Saturday, April 20, 2013

Old Faithful Mapped




 We always knew what it should look like underground. The tube idea made little sense while a nice fat reservoir pretty well sets it up. Now we are locating them.

Yet they are quite properly little more that natural curiosities that give us pleasure as a reminder of natures real power.

It is all good


Old Faithful's underground cavern discovered


Tourists watch the 'Old Faithful' geyser which erupts on average every 90 minutes in the Yellowstone National Park, Wyoming on June 1, 2011.


By Becky Oskin, OurAmazingPlanet

Old Faithful's underground plumbing looks more like a bagpipe than a flute, a new study of the Yellowstone National Park geyser finds.

A big chamber sits about 50 feet underground, located southwest of Old Faithful, researchers report in a study published online March 30 in the journal Geophysical Research Letters. The exact size can't be determined, but they estimate the egg-shaped void is at least 50 feet tall and 60 feet wide. The cavern connects to a pipe angled about 24 degrees that feeds Old Faithful's maw.


Tiny tremors extracted from seismic records collected in the 1990s revealed the shape of the cavern and geyser conduit. Popping gas bubbles create the tremors. Not only do the tremors map the shape of underground spaces, they can also track water. For the first time, scientists have a clear view of how Old Faithful works underground.

"We're able to locate with one- to two-meter precision the place where the boiling occurs," said Jean Vandemeulebrouck, a geophysicist at the University of Savoie in France. "We can see the water rising in the conduit."

Old Faithful earned its name for its regular eruptions, which average every 92 minutes.

Just after an eruption, there's a 15-minute recharge period with low water levels. Then for about 50 minutes, water levels rise and seismic activity increases. The chamber never empties, but as steam bubbles fill the chamber, they can oscillate water in the conduit, eventually leading to a violent steam explosion. The bubble trap is what helps Old Faithful splash with smaller eruptions before fully blowing its top.

The research is another nail in the coffin for the long-standing idea that big geysers erupt from long, narrow tubes. Earlier this year, researchers working in Kamchatka's Valley of the Geysers showed the Russian geysers also erupted from conduits fed by caverns. As with Old Faithful, the geysers explode because of underground bubble traps.

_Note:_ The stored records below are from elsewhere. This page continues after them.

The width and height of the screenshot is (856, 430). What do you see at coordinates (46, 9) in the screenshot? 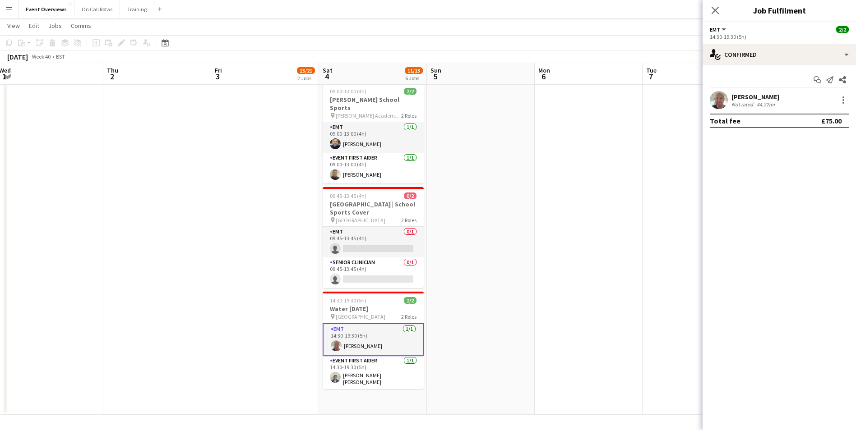
I see `button: Event Overviews` at bounding box center [46, 9].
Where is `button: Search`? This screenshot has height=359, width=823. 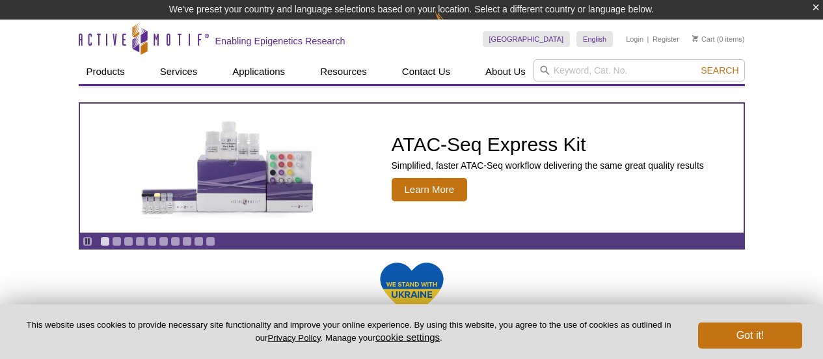 button: Search is located at coordinates (720, 70).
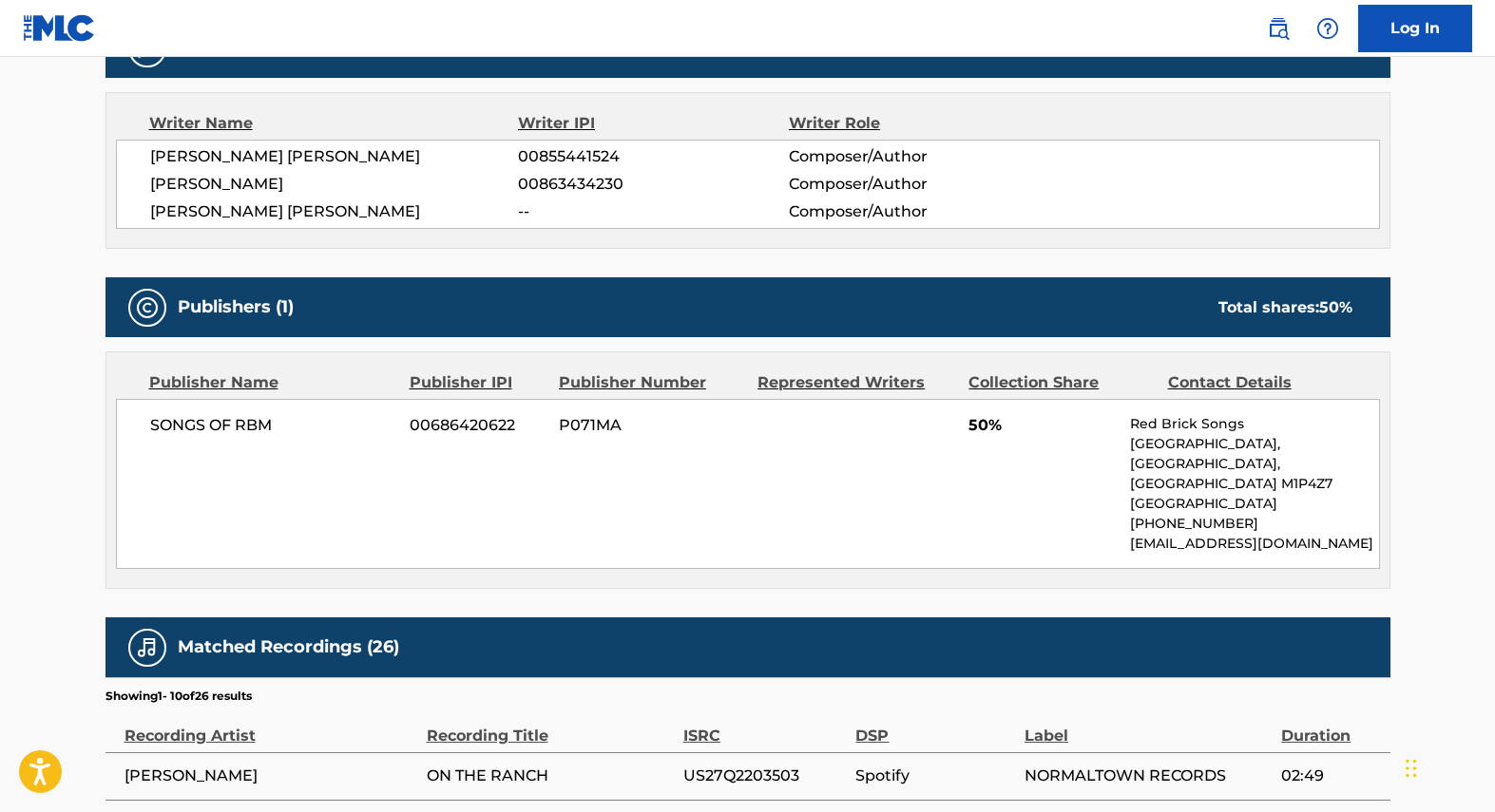  Describe the element at coordinates (935, 776) in the screenshot. I see `span: Spotify` at that location.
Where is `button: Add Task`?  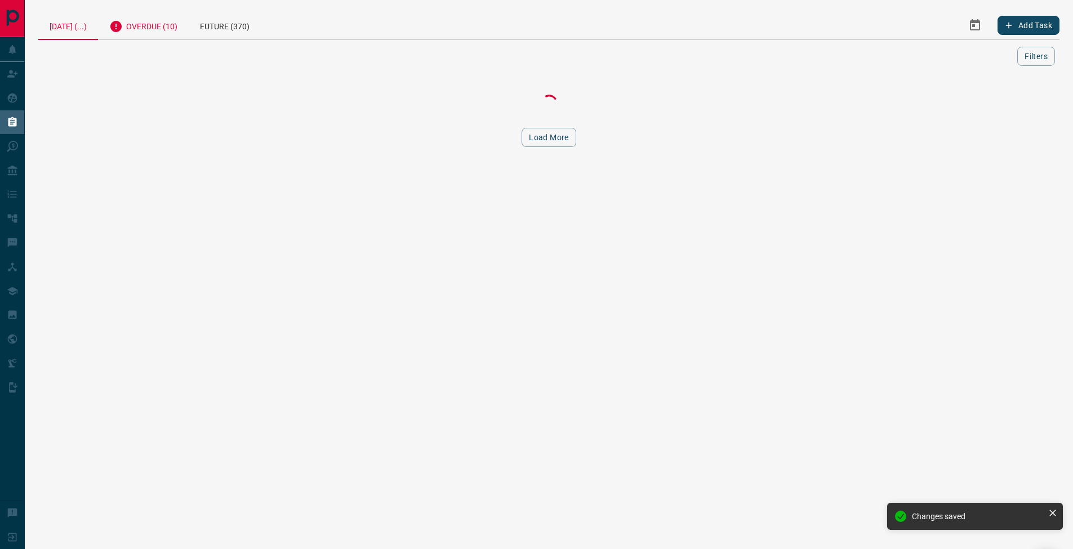 button: Add Task is located at coordinates (1029, 25).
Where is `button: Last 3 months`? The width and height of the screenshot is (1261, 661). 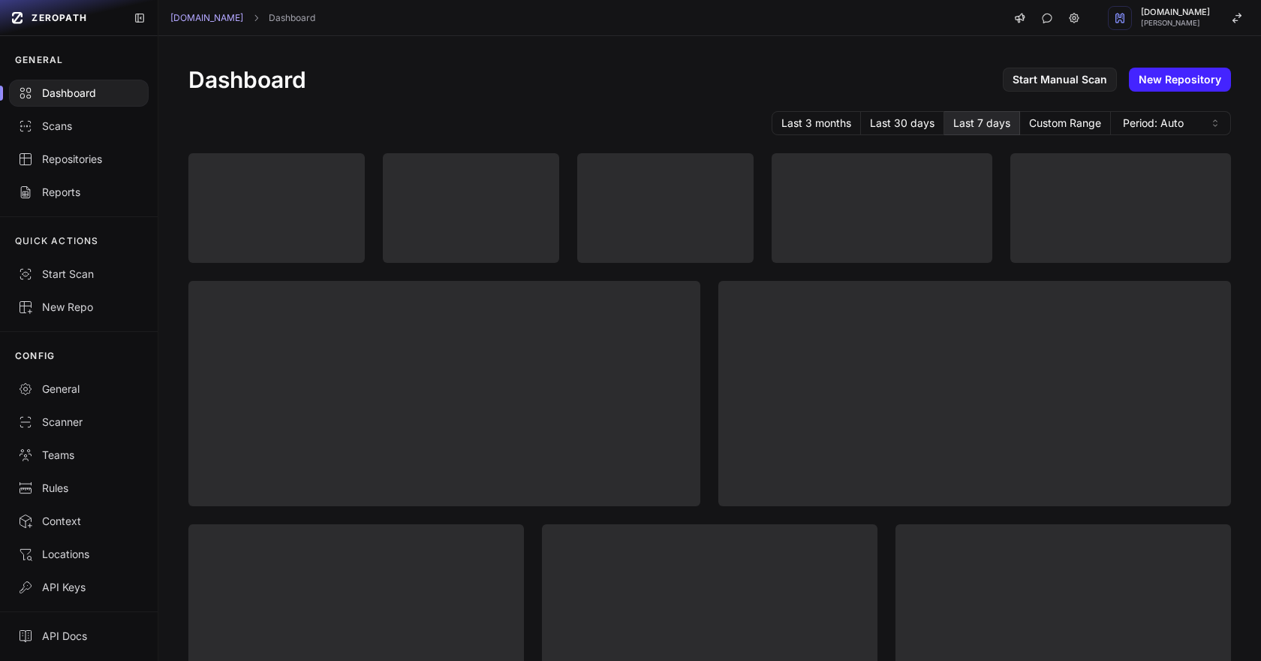 button: Last 3 months is located at coordinates (816, 123).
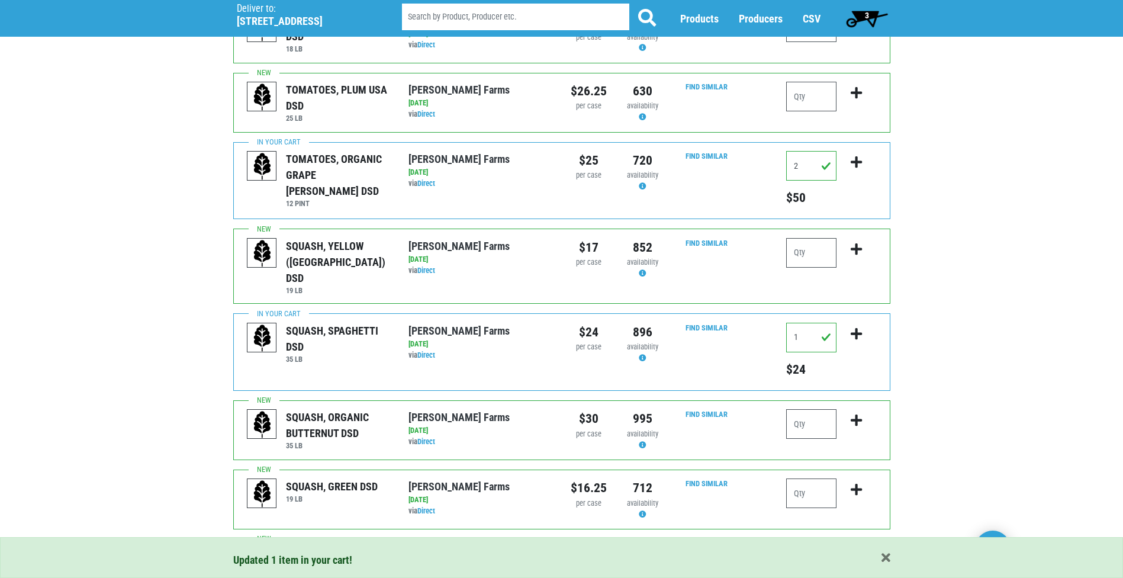 The width and height of the screenshot is (1123, 578). I want to click on h6: 12 PINT, so click(338, 203).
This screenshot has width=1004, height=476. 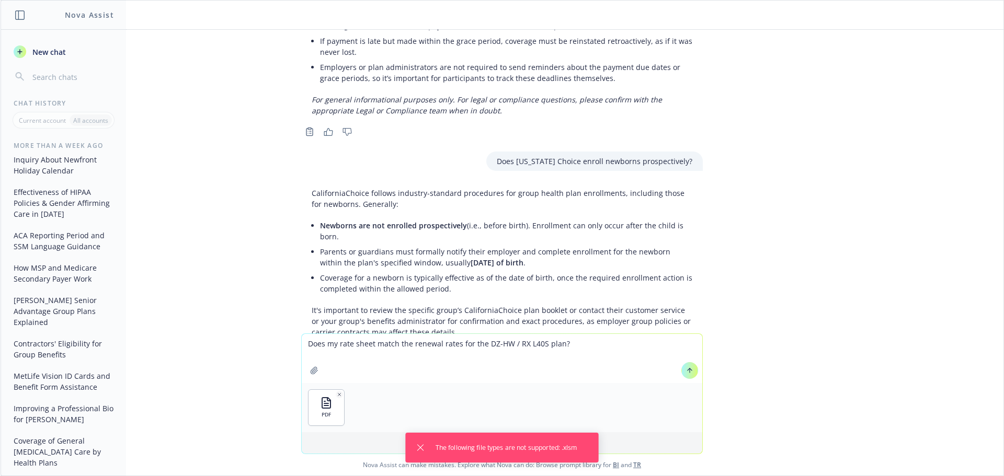 I want to click on span: Newborns are not enrolled prospectively, so click(x=393, y=225).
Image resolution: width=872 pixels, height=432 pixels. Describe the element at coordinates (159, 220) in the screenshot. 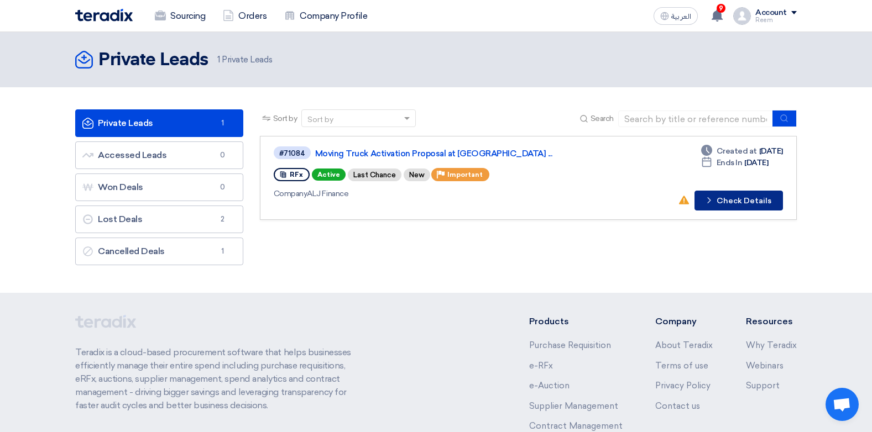

I see `a: Lost Deals2` at that location.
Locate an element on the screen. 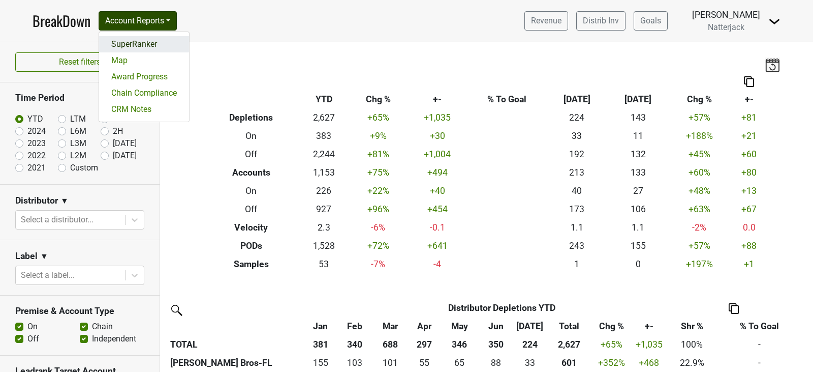 The image size is (813, 372). td: 55.25 is located at coordinates (424, 363).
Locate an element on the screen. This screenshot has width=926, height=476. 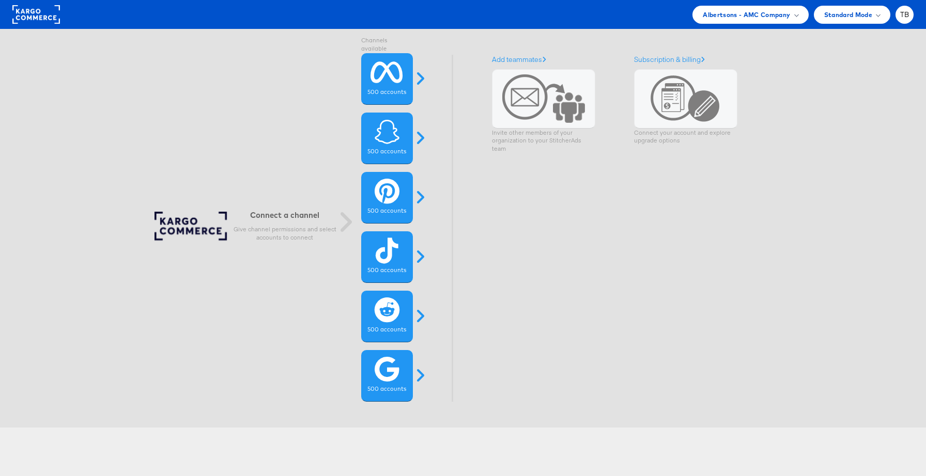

Geysers are rare features — only about 1,000 exist around the world. To form a geyser, there must be abundant groundwater, a volcanic heat source to warm the water, open spaces so the water can escape and a way to trap bubbles.

Vandemeulebrouck is now collaborating with the U.S. Geological Survey to study another Yellowstone National Park geyser, called Lone Star. Their preliminary results are similar to Old Faithful, he said.

"I think this oscillating system is quite common in geysers," Vandemeulebrouck told OurAmazingPlanet.